The soldier had almost given up hope of saving his son when he remembered the old devil who had signed a promise written in his own blood to serve the soldier faithfully wherever and whenever there should be need. He remembered this, and said to himself: "Where the devil has my old devil hidden himself all this time?"
And he had scarcely said this when suddenly there was the little old devil standing in front of him, dressed like a peasant in a little shirt and breeches, trembling with fright and asking: "How can I serve your Excellency?"
"See here," says the soldier. "My son is ill. Do you happen to know how to cure him?"
The little old devil took a glass from his pocket and filled it with cold water and set it on the sick child's forehead.
"Come here, your Excellency," says he, "and look into the glass of water."
The soldier came and looked in the glass.
"And what does your Excellency see?" asked the little old devil, who was so much afraid of the soldier that he trembled and could hardly speak.
"I see Death, like a little old woman, standing at my son's feet."
"Be easy," says the little old devil, "for if Death is standing at your son's feet he will be well again. But if Death were standing at his head then nothing could save him."
And with that the little old devil lifted the glass and splashed the cold water over the sick child, and the next minute there was the little boy crawling about and laughing and crowing as if he had never been sick in his life.
"Give me that glass," says the soldier, "and we'll cry quits."
The little old devil gave him the glass. And the soldier gave back the promise which the devil had signed in his own blood.
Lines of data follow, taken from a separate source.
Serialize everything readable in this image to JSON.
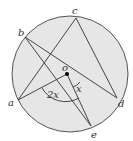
{
  "diagram": {
    "type": "circle-theorem",
    "circle": {
      "cx": 70,
      "cy": 74,
      "r": 58,
      "fill": "#e6e6e6",
      "stroke": "#555555"
    },
    "center": {
      "label": "o",
      "x": 67,
      "y": 74
    },
    "points": {
      "a": {
        "label": "a",
        "x": 18,
        "y": 100
      },
      "b": {
        "label": "b",
        "x": 25,
        "y": 37
      },
      "c": {
        "label": "c",
        "x": 76,
        "y": 18
      },
      "d": {
        "label": "d",
        "x": 117,
        "y": 98
      },
      "e": {
        "label": "e",
        "x": 91,
        "y": 126
      }
    },
    "segments": [
      [
        "a",
        "c"
      ],
      [
        "c",
        "d"
      ],
      [
        "b",
        "d"
      ],
      [
        "b",
        "e"
      ],
      [
        "a",
        "o"
      ],
      [
        "o",
        "e"
      ]
    ],
    "angles": {
      "aoe": {
        "label": "2x"
      },
      "eod": {
        "label": "x"
      }
    }
  }
}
As soon as the little old devil had that promise in his hand he gave one look at the soldier and fled away as if the blacksmiths had only that minute stopped beating him on the anvil.
And the soldier after that set up as a wise man and put all the doctors out of business, curing the boyars and generals. He would just look in his glass, and if Death stood at a sick man's feet, he threw the water over him and cured him. If Death stood at the sick man's head, he said: "It's all up with you," and the sick man died as sure as fate.
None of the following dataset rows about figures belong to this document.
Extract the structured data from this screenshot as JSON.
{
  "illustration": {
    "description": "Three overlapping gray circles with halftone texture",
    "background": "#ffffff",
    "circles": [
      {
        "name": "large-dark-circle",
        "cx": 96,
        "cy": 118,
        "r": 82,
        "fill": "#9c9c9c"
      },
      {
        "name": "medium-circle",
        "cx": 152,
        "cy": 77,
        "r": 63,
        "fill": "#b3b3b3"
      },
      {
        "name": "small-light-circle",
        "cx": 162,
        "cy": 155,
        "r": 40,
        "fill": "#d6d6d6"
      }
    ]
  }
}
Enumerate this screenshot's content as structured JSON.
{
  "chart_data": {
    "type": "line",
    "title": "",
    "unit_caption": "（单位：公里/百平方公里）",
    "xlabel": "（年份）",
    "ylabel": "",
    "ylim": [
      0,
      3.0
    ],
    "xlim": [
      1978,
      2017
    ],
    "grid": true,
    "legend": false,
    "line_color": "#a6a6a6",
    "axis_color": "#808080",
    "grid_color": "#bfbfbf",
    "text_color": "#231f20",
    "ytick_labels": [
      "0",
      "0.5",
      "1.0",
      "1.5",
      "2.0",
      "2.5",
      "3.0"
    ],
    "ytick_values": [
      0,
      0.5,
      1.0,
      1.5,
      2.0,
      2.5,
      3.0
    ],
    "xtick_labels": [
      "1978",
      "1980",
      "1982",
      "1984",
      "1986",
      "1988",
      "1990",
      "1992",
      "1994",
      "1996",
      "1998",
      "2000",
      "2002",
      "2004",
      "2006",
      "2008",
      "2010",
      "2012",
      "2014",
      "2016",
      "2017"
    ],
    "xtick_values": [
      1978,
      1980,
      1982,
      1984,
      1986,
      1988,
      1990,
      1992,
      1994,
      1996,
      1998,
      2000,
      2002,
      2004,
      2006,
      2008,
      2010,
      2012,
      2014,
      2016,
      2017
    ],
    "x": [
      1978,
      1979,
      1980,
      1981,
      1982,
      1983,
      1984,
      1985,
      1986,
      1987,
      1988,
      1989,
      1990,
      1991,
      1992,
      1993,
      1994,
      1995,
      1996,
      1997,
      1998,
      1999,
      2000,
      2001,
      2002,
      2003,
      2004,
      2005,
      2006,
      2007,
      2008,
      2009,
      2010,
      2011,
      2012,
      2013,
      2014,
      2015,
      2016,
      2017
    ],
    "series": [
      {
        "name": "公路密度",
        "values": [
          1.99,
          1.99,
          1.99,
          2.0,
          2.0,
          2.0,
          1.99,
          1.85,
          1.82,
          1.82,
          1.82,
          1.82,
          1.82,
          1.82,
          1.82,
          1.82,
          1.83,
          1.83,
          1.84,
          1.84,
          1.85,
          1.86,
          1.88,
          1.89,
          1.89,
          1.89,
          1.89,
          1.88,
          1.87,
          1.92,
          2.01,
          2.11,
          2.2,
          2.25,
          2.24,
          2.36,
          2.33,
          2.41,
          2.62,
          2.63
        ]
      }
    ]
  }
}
All went well until the Tzar himself fell ill and sent for the soldier to cure him.
The soldier went in, and the Tzar greeted him as his own brother, and prayed him to be quick, as he felt the sickness growing upon him as he lay. The soldier poured cold water in the glass, and set it on the Tzar's forehead, and looked and looked again, and saw Death standing at the Tzar's head.
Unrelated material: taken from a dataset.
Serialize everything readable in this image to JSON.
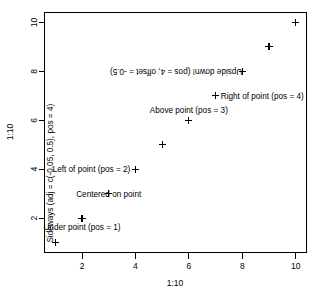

"O Tzar," says the soldier, "it's all up with you. Death is waiting by your head, and you have but a few minutes left to live."
"What?" cries the Tzar, "you cure my boyars and generals and you will not cure me who am Tzar, and have treated you as my own born brother. If I've only a few minutes to live I've time enough to give orders for you to be beheaded."
The soldier thought and thought, and he begged Death: "O Death," says he, "give my life to the Tzar and kill me instead. Better to die so than to end by being shamefully beheaded!"
He looked once more in the glass, and saw that the little old woman Death had shifted from the Tzar's head and was now standing at his feet. He picked up the glass and splashed the water over the Tzar, and there was the Tzar as well and healthy as ever he had been.